American intelligence reports note that Vladimir Putin has functionally locked himself and his nation behind a media firewall, afraid to let his citizens hear what the world knows. The Russian dictator is notorious for keeping his own council.  But it seems worse this time, with many of his aides apparently willing to be the bearer of bad news. So even though he has initiated the human catastrophe of the Ukraine war, he and many Russians may still know little of the horrors that have been unleashed. As the New York Times’ Tom Friedman recently noted, “Putin, it turns out, [has] no clue what world he was living in, no clue about the frailties of his own system, no clue how much the whole free, democratic world could and would join the fight against him in Ukraine, and no clue, most of all, about how many people would be watching.” Meanwhile, most of the gains Russia achieved in the last 20 years are being rolled back by sanctions imposed by the world’s democracies.

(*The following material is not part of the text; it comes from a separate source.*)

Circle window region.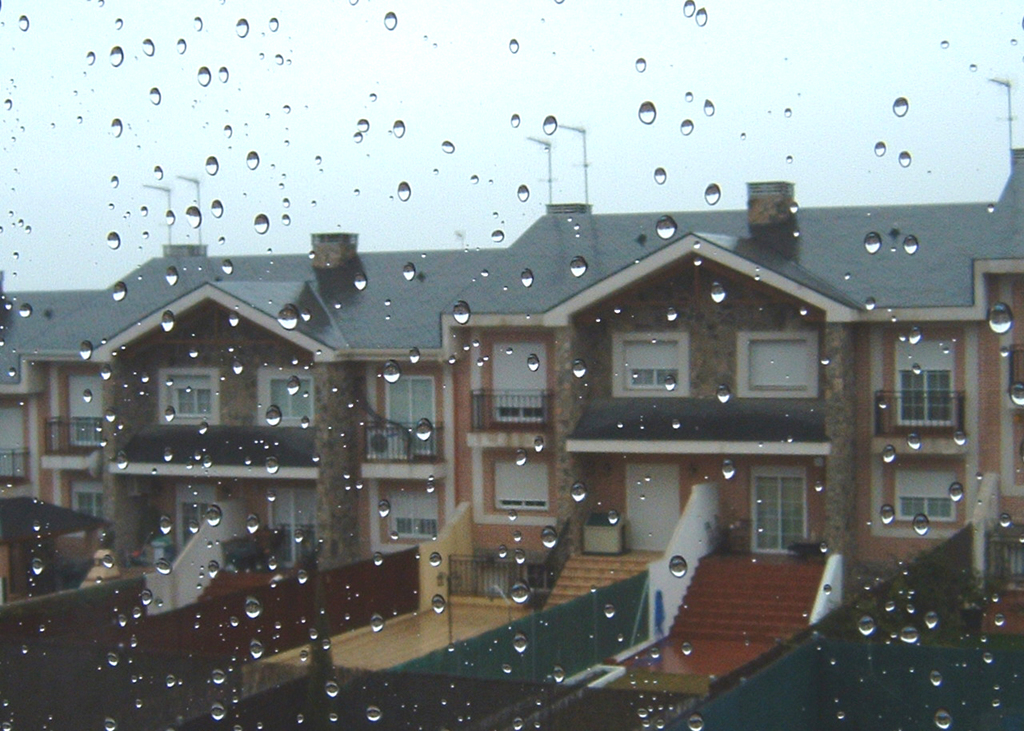
Region: <region>70, 373, 103, 444</region>.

By contrast, ordinary citizens in most of the rest of the developed world could fill him about the aimless marauding of the Russian Army. Most anyone in an open society has the advantage of seeing what Putin and his nation cannot. One of the glories of free societies is that information travels freely and mostly unencumbered. The democracies of the world take access to a multitude of sources doing credible reporting as their birthright. Individual sources may not always be accurate. But without much effort, citizens can “triangulate” between multiple sources to find truths that seem to be reasonably solid. If a conservative-leaning source confirms the same conclusion as a more liberal outlet, we can judge that the news is probably accurate.  If one outlet plays favorites, a thoughtful reader–and their are too few–will cross check with other sources before reaching a conclusion.

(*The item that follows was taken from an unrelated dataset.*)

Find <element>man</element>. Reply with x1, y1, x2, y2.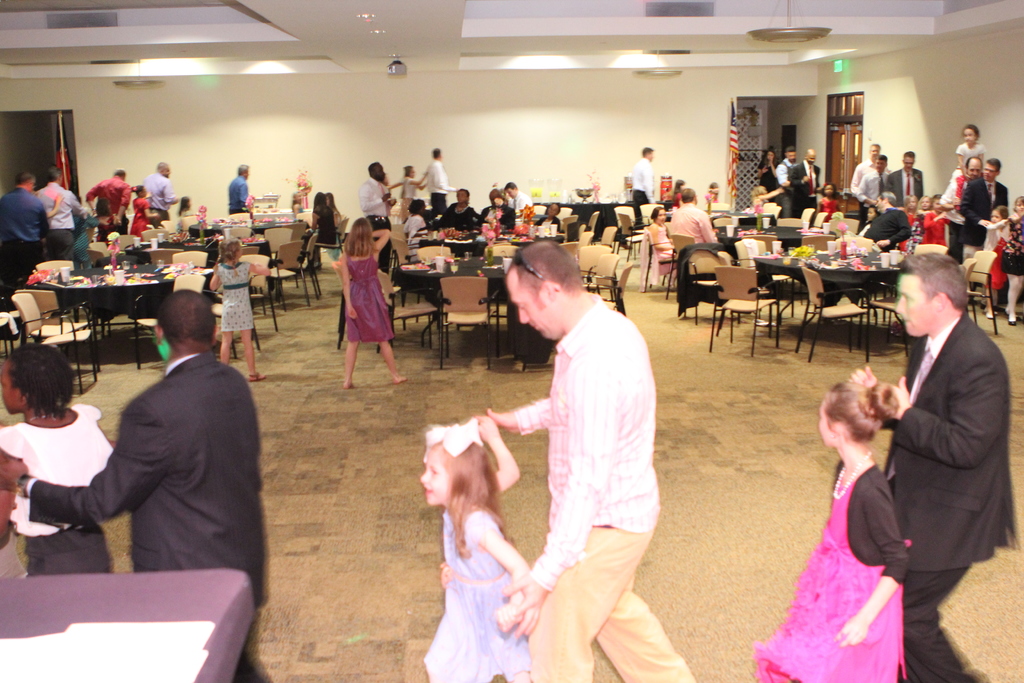
425, 144, 451, 215.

Now, imagine living in a prison where the only loudspeaker ever heard is controlled by the guards. Welcome to North Korea or Russia, trying to impose the medieval values of top-down control on their citizens.

In no particular order, here are some easily accessible news-gathering outlets, available mostly for free to Americans via their ubiquitous computers, and key websites like YouTube. All outlets on this partial list are doing original reporting in English from Ukraine and Eastern Europe:

  France 24

  BBC  (U.K.)

 Agence France-Presse (AFP)

  Associated Press

  MSNBC/NBC

  CNN

  New York Times

  NHK (Japan)

Washington Post

Reuters

The New Yorker

  Deutsche Welle (Germany)

  The Guardian

And there are so many more:  NPR, CBC (Canada), PBS, Fox News, Sky News, ABC, CBS, ABC News (Australia), The Atlantic, Channel 4 News (UK), ITV, and others.

Free access to the press is a good reminder of why we protect our freedoms. The media firewall denying Russian citizens the same kind of access is as good an indicator as any of a failed state.